I had the same feeling of disbelieving reality as the first night I had sat in that Korean fried chicken restaurant with Marcus and my boss, the two of them blowing smoke up into the sky. I was not sad. I felt, very simply, that this was the most obvious, inevitable outcome. Of course Zero-One hadn’t shown up. What kind of person would have shown up? What kind of person would send texts every day to someone he had met once and knew nothing about, and what kind of person would answer?

I put my elbows on my knees and leaned my chin on my hands. I was aware that from the outside, my life looked pathetic. I stayed in with my games and my fantasies. I spent my time and emotions with people that were not real, literally or figuratively. I was embarrassed, yes, at the thought of how other people might perceive me if I admitted this. And yet it made me happy. No one knew the extent of my happiness, alone in my room, while I was building the romance points on one of the otome game routes, or when I was watching a video with a faraway actor or thinking about who the person might be behind Zero-One’s texts. Those moments, I was happier than real life ever made me.

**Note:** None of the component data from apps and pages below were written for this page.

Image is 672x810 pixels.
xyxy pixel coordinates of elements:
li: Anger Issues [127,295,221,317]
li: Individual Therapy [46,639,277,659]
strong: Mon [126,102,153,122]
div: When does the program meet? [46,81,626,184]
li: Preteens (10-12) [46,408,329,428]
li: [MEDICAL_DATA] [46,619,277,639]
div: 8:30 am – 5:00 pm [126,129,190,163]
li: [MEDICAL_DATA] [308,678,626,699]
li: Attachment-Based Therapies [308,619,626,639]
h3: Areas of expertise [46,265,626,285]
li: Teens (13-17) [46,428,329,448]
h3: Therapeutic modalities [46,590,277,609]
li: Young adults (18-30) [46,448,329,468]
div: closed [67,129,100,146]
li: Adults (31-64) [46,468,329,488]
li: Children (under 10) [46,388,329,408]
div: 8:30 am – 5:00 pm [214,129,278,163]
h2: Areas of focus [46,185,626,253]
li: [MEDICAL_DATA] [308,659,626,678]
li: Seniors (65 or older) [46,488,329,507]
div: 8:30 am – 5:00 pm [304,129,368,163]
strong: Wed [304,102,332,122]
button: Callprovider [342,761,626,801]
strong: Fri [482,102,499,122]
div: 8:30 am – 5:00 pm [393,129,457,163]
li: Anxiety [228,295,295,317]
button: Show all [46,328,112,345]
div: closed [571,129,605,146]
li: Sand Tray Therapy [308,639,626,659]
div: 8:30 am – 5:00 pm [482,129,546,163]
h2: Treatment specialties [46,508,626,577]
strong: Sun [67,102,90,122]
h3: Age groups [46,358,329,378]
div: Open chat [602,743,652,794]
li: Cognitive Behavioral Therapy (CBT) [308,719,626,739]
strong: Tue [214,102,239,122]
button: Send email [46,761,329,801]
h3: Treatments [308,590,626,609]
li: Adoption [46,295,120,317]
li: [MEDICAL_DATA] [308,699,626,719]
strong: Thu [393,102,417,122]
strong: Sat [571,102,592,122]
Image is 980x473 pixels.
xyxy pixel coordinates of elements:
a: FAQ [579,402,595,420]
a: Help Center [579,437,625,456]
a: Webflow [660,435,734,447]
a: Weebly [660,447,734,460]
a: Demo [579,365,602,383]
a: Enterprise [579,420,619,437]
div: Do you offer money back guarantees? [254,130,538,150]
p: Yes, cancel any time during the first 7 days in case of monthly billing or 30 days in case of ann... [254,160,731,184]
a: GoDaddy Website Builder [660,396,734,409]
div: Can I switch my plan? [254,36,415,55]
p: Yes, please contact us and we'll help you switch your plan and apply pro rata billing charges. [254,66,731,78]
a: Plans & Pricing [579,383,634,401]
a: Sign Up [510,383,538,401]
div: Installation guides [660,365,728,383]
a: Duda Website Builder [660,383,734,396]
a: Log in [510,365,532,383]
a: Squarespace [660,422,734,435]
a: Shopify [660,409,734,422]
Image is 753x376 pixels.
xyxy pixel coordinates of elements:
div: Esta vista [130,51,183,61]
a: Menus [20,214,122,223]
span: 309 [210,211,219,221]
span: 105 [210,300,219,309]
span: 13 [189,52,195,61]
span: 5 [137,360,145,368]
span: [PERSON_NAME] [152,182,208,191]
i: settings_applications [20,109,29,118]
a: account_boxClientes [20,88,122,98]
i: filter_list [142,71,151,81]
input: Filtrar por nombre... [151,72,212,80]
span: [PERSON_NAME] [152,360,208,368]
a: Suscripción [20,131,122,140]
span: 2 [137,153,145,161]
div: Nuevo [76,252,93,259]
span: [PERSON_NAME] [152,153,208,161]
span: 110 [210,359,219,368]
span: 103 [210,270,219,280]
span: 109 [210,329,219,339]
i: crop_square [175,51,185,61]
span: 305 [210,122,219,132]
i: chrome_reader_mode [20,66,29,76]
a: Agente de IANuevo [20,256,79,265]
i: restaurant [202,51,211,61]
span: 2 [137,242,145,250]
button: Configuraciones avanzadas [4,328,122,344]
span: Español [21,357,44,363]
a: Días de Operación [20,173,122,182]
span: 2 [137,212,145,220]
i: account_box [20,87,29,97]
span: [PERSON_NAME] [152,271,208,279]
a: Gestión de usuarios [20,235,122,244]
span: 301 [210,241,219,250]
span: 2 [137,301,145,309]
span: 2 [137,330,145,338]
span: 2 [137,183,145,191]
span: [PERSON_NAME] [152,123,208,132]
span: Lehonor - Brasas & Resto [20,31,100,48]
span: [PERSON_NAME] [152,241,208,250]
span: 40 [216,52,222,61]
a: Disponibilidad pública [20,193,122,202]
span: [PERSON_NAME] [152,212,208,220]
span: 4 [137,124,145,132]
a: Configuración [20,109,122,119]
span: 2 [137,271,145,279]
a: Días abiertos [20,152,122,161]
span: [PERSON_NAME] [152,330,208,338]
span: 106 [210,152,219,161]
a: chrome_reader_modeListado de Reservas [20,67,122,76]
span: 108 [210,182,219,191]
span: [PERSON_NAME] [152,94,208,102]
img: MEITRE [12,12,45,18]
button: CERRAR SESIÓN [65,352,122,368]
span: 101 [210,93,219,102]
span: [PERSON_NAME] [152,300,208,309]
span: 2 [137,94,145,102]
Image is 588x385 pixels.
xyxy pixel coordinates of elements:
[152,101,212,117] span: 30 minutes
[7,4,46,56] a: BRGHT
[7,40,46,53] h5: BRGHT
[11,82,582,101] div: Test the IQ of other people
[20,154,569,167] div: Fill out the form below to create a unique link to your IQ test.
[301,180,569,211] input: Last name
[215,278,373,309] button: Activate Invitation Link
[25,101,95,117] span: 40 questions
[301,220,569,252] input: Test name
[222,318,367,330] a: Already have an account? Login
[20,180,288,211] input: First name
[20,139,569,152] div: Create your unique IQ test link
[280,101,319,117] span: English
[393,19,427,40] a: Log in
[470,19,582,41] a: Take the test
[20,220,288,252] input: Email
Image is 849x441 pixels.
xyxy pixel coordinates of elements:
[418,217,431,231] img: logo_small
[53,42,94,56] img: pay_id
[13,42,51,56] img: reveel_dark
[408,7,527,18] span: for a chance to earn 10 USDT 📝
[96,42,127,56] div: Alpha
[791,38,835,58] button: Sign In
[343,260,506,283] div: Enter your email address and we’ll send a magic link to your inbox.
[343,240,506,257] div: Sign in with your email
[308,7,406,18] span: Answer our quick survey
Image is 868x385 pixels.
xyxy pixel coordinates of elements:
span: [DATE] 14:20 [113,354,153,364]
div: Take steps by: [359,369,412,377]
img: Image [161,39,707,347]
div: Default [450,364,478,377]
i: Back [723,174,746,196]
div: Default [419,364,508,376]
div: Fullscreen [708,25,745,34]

I opened up the last, unanswered message from Melissa and scrolled up. Past her last two texts, there were the short, defensive replies I had made and terse inquiries as we’d drifted apart, and before that, swelling like a wave, the texts grew thicker and thicker, gales of conversation, long paragraphs and bursts of short intense sentences, records of hours-long phone calls.

We had talked so much, we were always talking. I thought of her familiar voice, her flat affect, the droll way she said “Hey.” I could summon all the evenings we spent in our regular place in K-Town, the Korean fried chicken restaurant she had taken me to on that first day we’d hung out.

In Stockholm, it would be late afternoon. I opened up our chat window and called her. The phone rang, and my memories fled downstream, flowing with the river. We’d met in a class on human rights, the only two Asians in the class. I vividly remembered the revelation of the meal we had together at the restaurant she’d chosen, the industrial lightbulbs, the wooden counters, the hard stools, the conversation, our fingers sticky with the chicken sauce. Of course I had loved her. We had spent so much time together, it couldn’t have meant nothing.

But when Melissa did pick up, when she did say “Hello?” sounding startled, and a little guarded, I knew we were already far gone from that old place. “Hey,” I said, curling my fingers over the phone. I’d walked halfway up the low bridge and leaned against a column. “Um. What are you doing right now?”

Below me, the river quivered as though suppressing tears.

What would we say to each other from where we were standing now? On either side of the phone line, what feelings were waiting to come greet us?

Cleo Qian is a writer from southern California. Her work has been published in The Guardian, Shenandoah, Pleiades, The Common, and elsewhere. She lives in New York City. LET’S GO LET’S GO LET’S GO is her first book.